Moments before class begins in Carlo Rotella’s English course at Boston College, students quietly tuck away their cellphones and laptops. For the next 75 minutes, time seems to slow down.
Together, they discuss the assigned book, “The Rise of Silas Lapham,” a 19th-century novel based in Boston about ambition and social mobility. Rotella, gripping a stick of chalk in one hand and his well-thumbed paperback copy in the other, sketches a map of the city on the board.
He taps the chalk to grab his students’ attention.
“Who you are in this novel is often where you are — and when,” Rotella points out, urging his students to participate in the discussion. “What did you mark? What showed up in that first chapter?”
No one is allowed to sit in silence; Rotella insists every student speak up early and often.
“There’s an unwritten rule that if you don’t speak in the first two weeks of a semester, you’re just not gonna speak in that class after that,” he explained, sitting in his office before class. “So I make it a requirement.”

These days, that requirement feels urgent. Families are questioning the value of a liberal arts education. Sleek digital tools like ChatGPT that can summarize readings or spit out essays in seconds are sweeping across campuses, forcing faculty to rethink what — and how — they teach.
Nationwide, skepticism about the return on investment in college is growing. A new Gallup poll finds only 35% of Americans now see a college degree as “very important,” down from 75% 15 years ago.
Some professors are embracing AI as a teaching partner.
But others, like Rotella, are pushing back, instead doubling down on digital-free, discussion-based classes. In his new book, “What Can I Get Out of This?,” he argues that unplugged classrooms are a kind of training ground for citizenship.
“I think you should encounter people in your education who show you how to use AI and other technologies,” he said. “But if you want to get stronger and faster, you need to move the weight yourself and you need to run the distance yourself.”
This semester, for the first time this century, Rotella is giving in-class exams. And he’s not alone. Blue Books, those iconic booklets for test-taking, are making a comeback.
Rotella says his students, who often “ace adolescence” just to get into a place like Boston College, have long seen the deliverables — like papers and tests — as the main event. But they’re not.
“The 2,000 minutes we spend together in class in a semester, that’s the main event,” he said.
Some of his students who were skeptical at first now admit the low-tech format works.

“It’s really different because in a lot of classes, you’re just sitting and listening,” said senior Samantha Hoyer, a political science major from Atlanta. “The pressure is kind of on us to talk and to notice things.”
Luke Murray, a senior biochemistry major from Philadelphia, has discovered he actually enjoys analyzing literature in small groups. “I don’t want that part of college to fall by the wayside,” he said.
Others see a broader shift with AI creeping into nearly every corner of campus life.
“There are far fewer essays, way more in-class exams, and none of my classes allow electronics,” said Charlie Elkoff, a senior political science major from New York City. “It’s all handwritten for me right now.”
That may ultimately be a good thing for these developing brains. A new MIT Media Lab study warns overreliance on AI can weaken memory and cognitive development.
“There is no ‘buy-now-pay-later’ that you can use with your brain,” said Nataliya Kosmyna, who co-authored the report “Your Brain on ChatGPT.” “If you’re not actively using your brain, you might be more prone to suggestions of the algorithm, especially if you are a young adult when your brain is not fully developed yet.”
As his class at Boston College wraps up, Rotella compares a good novel to a Lego set dumped on the table.
“And I’m talking about the old kind,” he tells his students. “Not the one where you have to follow the instructions and make a specific Star Wars thing, but the one where you just have Legos and you can make whatever you want.”
In his office, away from the classroom, Rotella reflected on what skill he’s really teaching. He said his students are learning how to think — not what to think.
“It’s equipment for living,” he said. “It’s the same skill you use when you think about the State of the Union Address or the state of your neighborhood.”
And in a discussion-based class, Rotella adds, students are also practicing citizenship itself — speaking up, pulling their weight and making meaning together.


REQUIRED WORK - Find every line in the records below that contains the word "element", and copy each such line.

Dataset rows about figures
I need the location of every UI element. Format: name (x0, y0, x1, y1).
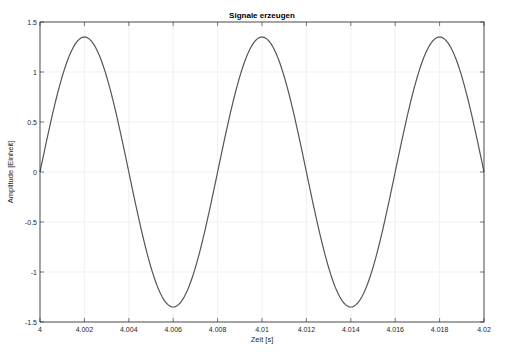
y-tick-label: 0 (33, 169, 37, 176)
y-tick-label: -1 (31, 269, 37, 276)
y-tick-label: 0.5 (27, 119, 37, 126)
grid-lines (40, 22, 484, 322)
x-tick-labels: 44.0024.0044.0064.0084.014.0124.0144.016… (38, 326, 491, 333)
x-tick-label: 4.02 (477, 326, 491, 333)
x-axis-label: Zeit [s] (251, 335, 274, 344)
x-tick-label: 4.002 (76, 326, 94, 333)
x-tick-label: 4 (38, 326, 42, 333)
y-tick-label: -1.5 (25, 319, 37, 326)
x-tick-label: 4.014 (342, 326, 360, 333)
x-tick-label: 4.016 (386, 326, 404, 333)
line-chart: 44.0024.0044.0064.0084.014.0124.0144.016… (0, 0, 505, 357)
y-tick-label: 1 (33, 69, 37, 76)
x-tick-label: 4.012 (298, 326, 316, 333)
y-tick-label: -0.5 (25, 219, 37, 226)
x-tick-label: 4.008 (209, 326, 227, 333)
y-axis-label: Amplitude [Einheit] (6, 141, 15, 204)
y-tick-label: 1.5 (27, 19, 37, 26)
y-tick-labels: -1.5-1-0.500.511.5 (25, 19, 37, 326)
x-tick-label: 4.006 (164, 326, 182, 333)
chart-title: Signale erzeugen (229, 11, 295, 20)
x-tick-label: 4.01 (255, 326, 269, 333)
x-tick-label: 4.004 (120, 326, 138, 333)
x-tick-label: 4.018 (431, 326, 449, 333)
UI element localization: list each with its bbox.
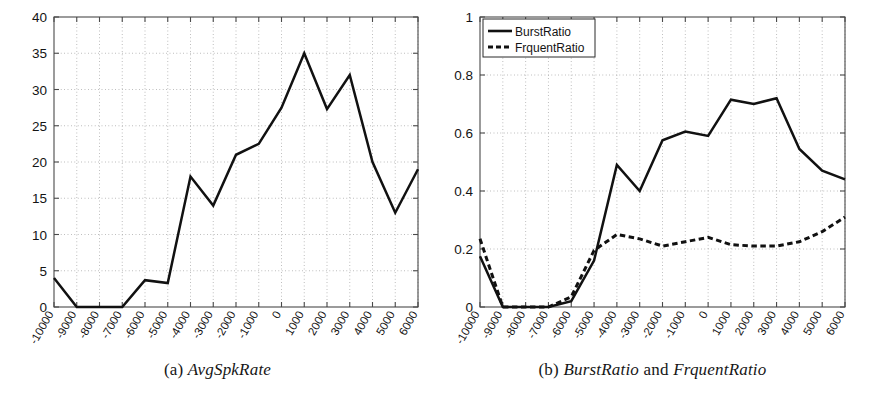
x-tick-label-group: 4000 xyxy=(351,309,374,337)
x-tick-label: 0 xyxy=(270,309,284,321)
x-tick-label: -4000 xyxy=(167,309,192,340)
x-tick-label-group: -9000 xyxy=(53,309,78,340)
x-tick-label: 2000 xyxy=(306,309,329,337)
x-tick-label-group: -10000 xyxy=(27,309,55,346)
figure-panel-a: 0510152025303540-10000-9000-8000-7000-60… xyxy=(0,0,435,416)
x-tick-label: 5000 xyxy=(374,309,397,337)
legend-label-frquentratio: FrquentRatio xyxy=(515,41,585,55)
y-tick-label: 25 xyxy=(32,119,47,134)
y-tick-label: 35 xyxy=(32,46,47,61)
x-tick-label: -8000 xyxy=(76,309,101,340)
x-tick-label-group: 0 xyxy=(696,309,710,321)
x-tick-label-group: -7000 xyxy=(99,309,124,340)
x-tick-label-group: -9000 xyxy=(479,309,504,340)
x-tick-label-group: 1000 xyxy=(709,309,732,337)
x-tick-label: -5000 xyxy=(144,309,169,340)
x-tick-label: 6000 xyxy=(397,309,420,337)
y-tick-label: 0.4 xyxy=(454,184,473,199)
x-tick-label: -6000 xyxy=(548,309,573,340)
x-tick-label: -5000 xyxy=(571,309,596,340)
x-tick-label: 6000 xyxy=(824,309,847,337)
x-tick-label-group: 5000 xyxy=(801,309,824,337)
x-tick-label: -9000 xyxy=(479,309,504,340)
x-tick-label-group: 1000 xyxy=(283,309,306,337)
x-tick-label: -10000 xyxy=(453,309,481,346)
x-tick-label: -2000 xyxy=(639,309,664,340)
x-tick-label-group: -1000 xyxy=(235,309,260,340)
y-tick-label: 0.8 xyxy=(454,68,473,83)
caption-a: (a) AvgSpkRate xyxy=(0,360,435,380)
x-tick-label: -2000 xyxy=(213,309,238,340)
x-tick-label: -1000 xyxy=(662,309,687,340)
y-tick-label: 0.2 xyxy=(454,242,473,257)
x-tick-label: -3000 xyxy=(190,309,215,340)
x-tick-label: 0 xyxy=(696,309,710,321)
y-tick-label: 40 xyxy=(32,10,47,25)
caption-b-conjunction: and xyxy=(644,360,669,379)
x-tick-label: 1000 xyxy=(283,309,306,337)
x-tick-label: -4000 xyxy=(594,309,619,340)
y-tick-label: 0.6 xyxy=(454,126,473,141)
caption-a-text: AvgSpkRate xyxy=(188,360,271,379)
x-tick-label: 1000 xyxy=(709,309,732,337)
x-tick-label-group: -3000 xyxy=(190,309,215,340)
x-tick-label-group: 4000 xyxy=(778,309,801,337)
x-tick-label-group: 6000 xyxy=(824,309,847,337)
figure-panel-b: 00.20.40.60.81-10000-9000-8000-7000-6000… xyxy=(435,0,870,416)
x-tick-label-group: -2000 xyxy=(213,309,238,340)
x-tick-label-group: -10000 xyxy=(453,309,481,346)
y-tick-label: 10 xyxy=(32,228,47,243)
x-tick-label: -8000 xyxy=(502,309,527,340)
x-tick-label: 4000 xyxy=(778,309,801,337)
x-tick-label-group: 3000 xyxy=(328,309,351,337)
caption-a-label: (a) xyxy=(164,360,183,379)
x-tick-label-group: -4000 xyxy=(167,309,192,340)
caption-b: (b) BurstRatio and FrquentRatio xyxy=(435,360,870,380)
x-tick-label: -3000 xyxy=(616,309,641,340)
x-tick-label-group: 6000 xyxy=(397,309,420,337)
x-tick-label-group: 2000 xyxy=(732,309,755,337)
x-tick-label: 4000 xyxy=(351,309,374,337)
y-tick-label: 15 xyxy=(32,191,47,206)
x-tick-label-group: -4000 xyxy=(594,309,619,340)
x-tick-label-group: -8000 xyxy=(502,309,527,340)
y-tick-label: 30 xyxy=(32,83,47,98)
x-tick-label-group: -1000 xyxy=(662,309,687,340)
x-tick-label-group: -7000 xyxy=(525,309,550,340)
caption-b-label: (b) xyxy=(539,360,559,379)
x-tick-label-group: -6000 xyxy=(122,309,147,340)
x-tick-label: 2000 xyxy=(732,309,755,337)
plot-background xyxy=(480,17,845,307)
x-tick-label-group: 5000 xyxy=(374,309,397,337)
x-tick-label: -1000 xyxy=(235,309,260,340)
x-tick-label-group: -5000 xyxy=(144,309,169,340)
y-tick-label: 1 xyxy=(465,10,473,25)
x-tick-label-group: -5000 xyxy=(571,309,596,340)
x-tick-label-group: -6000 xyxy=(548,309,573,340)
x-tick-label-group: -8000 xyxy=(76,309,101,340)
y-tick-label: 20 xyxy=(32,155,47,170)
caption-b-text-1: BurstRatio xyxy=(563,360,639,379)
x-tick-label: 3000 xyxy=(328,309,351,337)
x-tick-label-group: 3000 xyxy=(755,309,778,337)
x-tick-label-group: -3000 xyxy=(616,309,641,340)
x-tick-label: -7000 xyxy=(525,309,550,340)
figure-container: 0510152025303540-10000-9000-8000-7000-60… xyxy=(0,0,870,416)
x-tick-label-group: -2000 xyxy=(639,309,664,340)
x-tick-label-group: 2000 xyxy=(306,309,329,337)
chart-b-burstratio-frquentratio: 00.20.40.60.81-10000-9000-8000-7000-6000… xyxy=(435,0,870,360)
caption-b-text-2: FrquentRatio xyxy=(673,360,766,379)
x-tick-label: -6000 xyxy=(122,309,147,340)
legend-label-burstratio: BurstRatio xyxy=(515,25,571,39)
x-tick-label: 5000 xyxy=(801,309,824,337)
chart-a-avgspkrate: 0510152025303540-10000-9000-8000-7000-60… xyxy=(0,0,435,360)
x-tick-label: 3000 xyxy=(755,309,778,337)
x-tick-label: -9000 xyxy=(53,309,78,340)
x-tick-label-group: 0 xyxy=(270,309,284,321)
x-tick-label: -7000 xyxy=(99,309,124,340)
x-tick-label: -10000 xyxy=(27,309,55,346)
y-tick-label: 5 xyxy=(39,264,47,279)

TASK RESPONSE -
I need the location of every UI element. Format: name (x0, y0, x1, y1).
UI element localization: list each with its bbox.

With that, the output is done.